Scarecrows outnumber people in dying Japanese town

One woman in a fading Japanese village is slowly replacing its dead residents with scarecrows.

The 35 residents left in Nagoro, southern Japan, are now outnumbered three-two-one by the mannequins Tsukimi Ayano has made to replace neighbours who have died or moved away.

It's an eccentric response to an increasingly common problem. More than 10,000 towns and villages in Japan are depopulated, homes and infrastructure crumbling as the countryside empties.

At 65, Ms Tsukimi is one of the younger residents of Nagoro, a small village nestled in the rugged mountain landscape of interior of the southern island of Shikoku.

She moved back from Osaka to look after her 85-year-old father after decades away.

'They bring back memories,' Ms Tsukimi said of the life-size dolls crowded into corners of her farmhouse, perched on fences and trees, huddled side-by-side at a produce stall, the bus stop - anywhere a living person might stop.

'That old lady used to come and chat and drink tea. That old man used to love to drink sake and tell stories. It reminds me of the old times, when they were still alive and well,' she said.


Nagoro is typical of the thousands of communities turning into ghost towns or at best, open-air museums, frozen in time - a trend evident even in downtown Tokyo and in nearly or completely empty villages in the city's suburbs.

The one-street town is mostly abandoned, its shops and homes permanently shuttered.

With no youngsters left to raise, the local elementary school closed two years ago.
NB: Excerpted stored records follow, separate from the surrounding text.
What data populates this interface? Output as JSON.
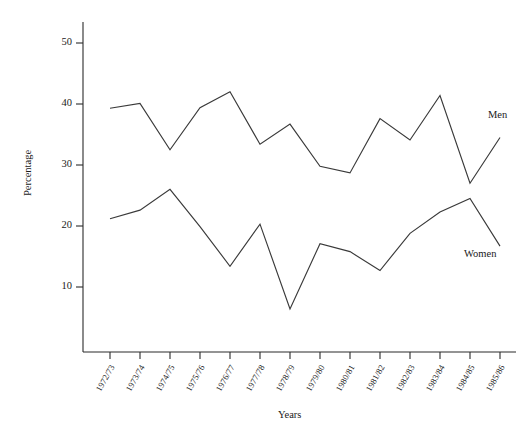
{
  "chart_data": {
    "type": "line",
    "title": "",
    "xlabel": "Years",
    "ylabel": "Percentage",
    "grid": false,
    "legend_position": "inline-right-end-of-line",
    "ylim": [
      0,
      55
    ],
    "yticks": [
      10,
      20,
      30,
      40,
      50
    ],
    "ytick_labels": [
      "10",
      "20",
      "30",
      "40",
      "50"
    ],
    "categories": [
      "1972/73",
      "1973/74",
      "1974/75",
      "1975/76",
      "1976/77",
      "1977/78",
      "1978/79",
      "1979/80",
      "1980/81",
      "1981/82",
      "1982/83",
      "1983/84",
      "1984/85",
      "1985/86"
    ],
    "series": [
      {
        "name": "Men",
        "values": [
          39.3,
          40.1,
          32.5,
          39.4,
          42.0,
          33.4,
          36.7,
          29.8,
          28.7,
          37.6,
          34.1,
          41.4,
          27.0,
          34.5
        ]
      },
      {
        "name": "Women",
        "values": [
          21.2,
          22.6,
          26.0,
          19.9,
          13.4,
          20.3,
          6.4,
          17.1,
          15.8,
          12.7,
          18.8,
          22.3,
          24.5,
          16.7
        ]
      }
    ],
    "annotations": [
      {
        "text": "Men",
        "series": "Men"
      },
      {
        "text": "Women",
        "series": "Women"
      }
    ]
  },
  "axes": {
    "y_title": "Percentage",
    "x_title": "Years"
  }
}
Now Ms Tsukimi sometimes guides visitors through the spotless classrooms populated with scarecrow students and teachers.

As Japan grew increasingly affluent after the Second World War, younger Japanese abandoned the countryside, flooding into the cities for jobs in factories and service industries, leaving their elders to tend small farms.
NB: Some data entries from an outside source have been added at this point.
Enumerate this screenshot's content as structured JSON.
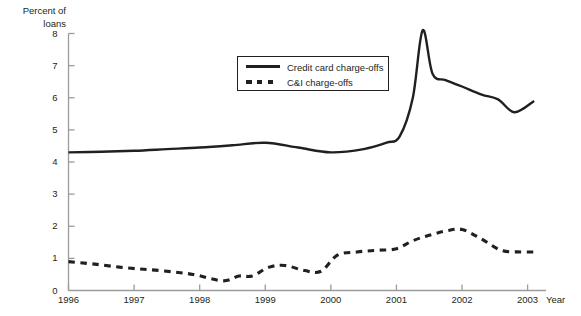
{
  "chart_data": {
    "type": "line",
    "title": "",
    "subtitle": "",
    "ylabel": "Percent of\nloans",
    "xlabel": "Year",
    "ylim": [
      0,
      8
    ],
    "xlim": [
      1996,
      2003.25
    ],
    "grid": false,
    "legend_position": "inside-top-center",
    "yticks": [
      "0",
      "1",
      "2",
      "3",
      "4",
      "5",
      "6",
      "7",
      "8"
    ],
    "ytick_values": [
      0,
      1,
      2,
      3,
      4,
      5,
      6,
      7,
      8
    ],
    "xticks": [
      "1996",
      "1997",
      "1998",
      "1999",
      "2000",
      "2001",
      "2002",
      "2003"
    ],
    "xtick_values": [
      1996,
      1997,
      1998,
      1999,
      2000,
      2001,
      2002,
      2003
    ],
    "series": [
      {
        "name": "Credit card charge-offs",
        "style": "solid",
        "color": "#231f20",
        "x": [
          1996.0,
          1996.5,
          1997.0,
          1997.5,
          1998.0,
          1998.5,
          1999.0,
          1999.5,
          2000.0,
          2000.5,
          2000.85,
          2001.05,
          2001.25,
          2001.4,
          2001.55,
          2001.75,
          2002.0,
          2002.3,
          2002.55,
          2002.8,
          2003.1
        ],
        "values": [
          4.3,
          4.32,
          4.35,
          4.4,
          4.45,
          4.52,
          4.6,
          4.45,
          4.3,
          4.4,
          4.6,
          4.8,
          6.0,
          8.1,
          6.75,
          6.55,
          6.35,
          6.1,
          5.95,
          5.55,
          5.9
        ]
      },
      {
        "name": "C&I charge-offs",
        "style": "dashed",
        "color": "#231f20",
        "x": [
          1996.0,
          1996.4,
          1996.9,
          1997.4,
          1997.9,
          1998.35,
          1998.6,
          1998.8,
          1999.05,
          1999.3,
          1999.6,
          1999.85,
          2000.1,
          2000.4,
          2000.7,
          2001.0,
          2001.25,
          2001.5,
          2001.75,
          2002.0,
          2002.3,
          2002.6,
          2002.9,
          2003.1
        ],
        "values": [
          0.9,
          0.82,
          0.7,
          0.62,
          0.5,
          0.3,
          0.45,
          0.45,
          0.72,
          0.78,
          0.62,
          0.6,
          1.1,
          1.2,
          1.25,
          1.3,
          1.55,
          1.72,
          1.85,
          1.9,
          1.6,
          1.25,
          1.2,
          1.2
        ]
      }
    ],
    "annotations": []
  },
  "legend": {
    "credit_card_label": "Credit card charge-offs",
    "ci_label": "C&I charge-offs"
  },
  "axes": {
    "y_title": "Percent of\nloans",
    "x_title": "Year"
  }
}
Greater Tokyo, with more than 37million people, and Osaka-Kobe, with 11.5million, account for nearly 40 per cent of the country's 127million people, with another 10million scattered in a handful of provincial capitals.

'There's been this huge sucking sound as the countryside is emptied,' said Joel Cohen, a professor at Columbia University's Laboratory of Populations.

Meanwhile, a falling birthrate means there are too few people to repopulate rural areas as the rapidly ageing population left tending the fields die off.

Japan's population began to decline in 2010 from a peak of 128 million. Without a drastic increase in the birthrate or a loosening of the staunch Japanese resistance to immigration, it is forecast to fall to about 108 million by 2050 and to 87 million by 2060.

By then, four in 10 Japanese will be over 65 years old.

When Ms Tsukimi returned to her hometown 13 years ago, she initially tried farming. Thinking her radish seeds may have been eaten by crows, she decided to make some scarecrows.

Now there are more 100 scattered around Nagoro and other towns in Shikoku.

Like handcarved Buddhist sculptures, each has its own whimsical expression. Some sleep, their eyelids permanently shut. Others cuddle toddler scarecrows, or man ploughs and hoes.

Ms Tsukimi brings one along for company on her 90-minute drive to buy groceries in the nearest big town. But most remain behind, to be photographed and marvelled at by tourists who detour through the winding mountain roads.

'If I hadn't made these scarecrows, people would just drive right by,' she said.